Context, he insists, is everything. What is condemned in Carnival is routinely accepted elsewhere. The same clothing worn on a beach provokes outrage on the road. The same collective expression that is celebrated in foreign festivals or more importantly, other local festivals, is pathologised at home. These contradictions reveal not moral concern, but conditioned discomfort – a trained instinct to view African expression through a lens of suspicion.

That discomfort becomes most dangerous when it translates into policy. Ashby is particularly critical of declining support for steelpan and pan sides – institutions he describes as among the most powerful youth-development spaces in the country. Pan yards are not merely rehearsal spaces; they are sites of discipline, mentorship, education, and opportunity. Many encourage academic achievement, entrepreneurship, and professional growth. To defund them, he argues, is to undermine one of the most effective community-building tools Trinidad and Tobago possesses.
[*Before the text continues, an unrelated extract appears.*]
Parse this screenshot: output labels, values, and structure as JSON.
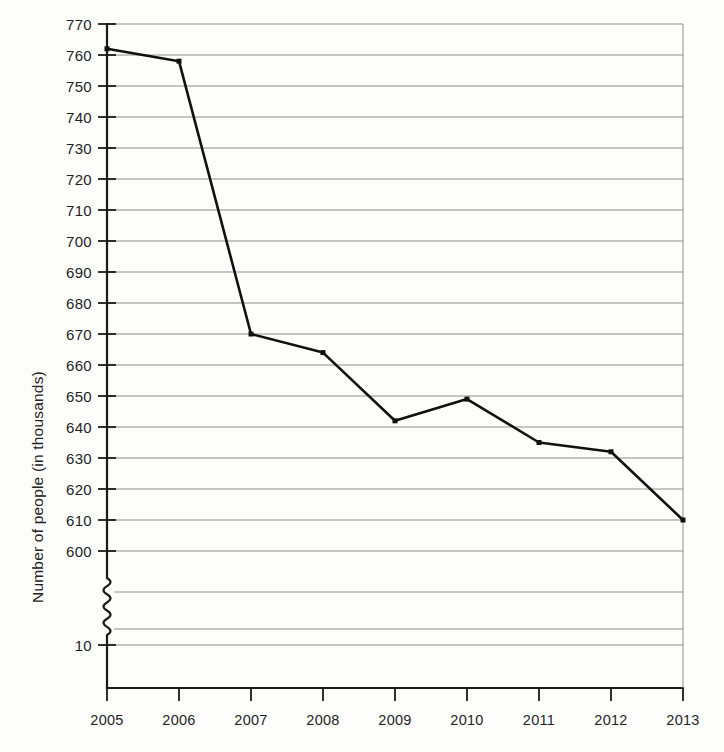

“Steelpan could save this country,” Ashby believes – not symbolically, but practically. Crime prevention, youth engagement, education, employment, and national pride all converge there. Yet resistance persists, he believes, precisely because of what pan represents: African ingenuity, born from prohibition, thriving without permission.
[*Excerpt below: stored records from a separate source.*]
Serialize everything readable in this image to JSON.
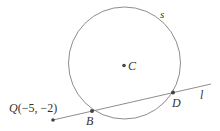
{
  "diagram": {
    "circle": {
      "name": "s",
      "center_label": "C"
    },
    "line": {
      "name": "l"
    },
    "points": {
      "Q": {
        "label": "Q",
        "coords": "(−5, −2)"
      },
      "B": {
        "label": "B"
      },
      "D": {
        "label": "D"
      },
      "C": {
        "label": "C"
      }
    },
    "colors": {
      "stroke": "#777777",
      "point": "#444444",
      "text": "#333333"
    }
  }
}
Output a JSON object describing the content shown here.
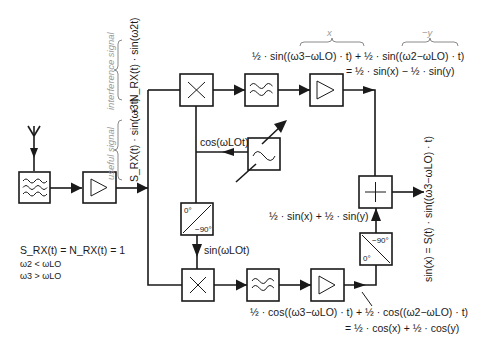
{
  "diagram": {
    "type": "quadrature image-reject receiver block diagram",
    "input": {
      "signal_expression_useful": "S_RX(t) · sin(ω3t)",
      "signal_expression_interference": "N_RX(t) · sin(ω2t)",
      "plus": "+",
      "label_useful": "useful signal",
      "label_interference": "interference signal"
    },
    "blocks": [
      {
        "id": "antenna",
        "kind": "antenna"
      },
      {
        "id": "bandpass-filter",
        "kind": "filter-bandpass"
      },
      {
        "id": "lna",
        "kind": "amplifier"
      },
      {
        "id": "mixer-top",
        "kind": "mixer"
      },
      {
        "id": "lowpass-top",
        "kind": "filter-lowpass"
      },
      {
        "id": "amp-top",
        "kind": "amplifier"
      },
      {
        "id": "local-oscillator",
        "kind": "oscillator-tunable"
      },
      {
        "id": "phase-splitter-lo",
        "kind": "phase-shifter",
        "labels": [
          "0°",
          "−90°"
        ]
      },
      {
        "id": "mixer-bottom",
        "kind": "mixer"
      },
      {
        "id": "lowpass-bottom",
        "kind": "filter-lowpass"
      },
      {
        "id": "amp-bottom",
        "kind": "amplifier"
      },
      {
        "id": "phase-shifter-out",
        "kind": "phase-shifter",
        "labels": [
          "−90°",
          "0°"
        ]
      },
      {
        "id": "summer",
        "kind": "adder"
      }
    ],
    "labels": {
      "lo_cos": "cos(ωLOt)",
      "lo_sin": "sin(ωLOt)",
      "top_brace_x": "x",
      "top_brace_y": "−y",
      "top_eq_line1": "½ · sin((ω3−ωLO) · t) + ½ · sin((ω2−ωLO) · t)",
      "top_eq_line2": "= ½ · sin(x) − ½ · sin(y)",
      "mid_eq": "½ · sin(x) + ½ · sin(y)",
      "bottom_eq_line1": "½ · cos((ω3−ωLO) · t) + ½ · cos((ω2−ωLO) · t)",
      "bottom_eq_line2": "= ½ · cos(x) + ½ · cos(y)",
      "output_eq": "sin(x) = S(t) · sin((ω3−ωLO) · t)",
      "phase1_top": "0°",
      "phase1_bottom": "−90°",
      "phase2_top": "−90°",
      "phase2_bottom": "0°"
    },
    "conditions": [
      "S_RX(t) = N_RX(t) = 1",
      "ω2 < ωLO",
      "ω3 > ωLO"
    ]
  }
}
At the heart of Ashby’s analysis is a simple but uncomfortable truth. When Caribbean societies attack their own cultural institutions, they are often acting against themselves – willing to dismantle what works in order to distance themselves from strong expressions of Blackness.

Looking ahead, Ashby is clear-eyed but not hopeless. He describes the current moment – locally and globally – as a critical one, marked by renewed colonial thinking and resurgent anti-Black sentiment. His writing, increasingly visible in recent years, is intentional. It is meant as a series of signposts – markers for those willing to pay attention.

“We’re built for hard times,” he said. Caribbean people, descendants of those who survived the Middle Passage, enslavement, and centuries of extraction, are not ordinary. Survival itself is proof of extraordinary strength – mental, physical, and spiritual. The challenge now is remembering that strength, grounding ourselves in it, and refusing to surrender the cultural tools our ancestors left behind.

“…we built for hard times. I often tell people this, we in the Caribbean, we in the what they call the New World, this diaspora, we’re not normal. We would have survived the march down the west coast of Africa. We would have survived the Middle Passage. We would have survived enslavement. We’d have survived in different times, all the different colonial things, and we are still here. It means that we are descendants of the strongest, mentally, strongest, physically and strongest spiritually, of our people. We’re not normal. We have to understand that we’re not normal and dip into that we are the strongest of the strong. So tough times not unusual for us, but we have to be aware, and we have to know who we are to go forward and deal with it. So yeah, we’re in for a ride. But the beauty of it is our ancestors have given us the tools to deal with it.”

Carnival, Ashby insists, is one of those tools. Not entertainment alone, but instruction. Memory. Resistance. A reminder that joy, too, can be an act of defiance – and that freedom, once claimed, must be defended again and again.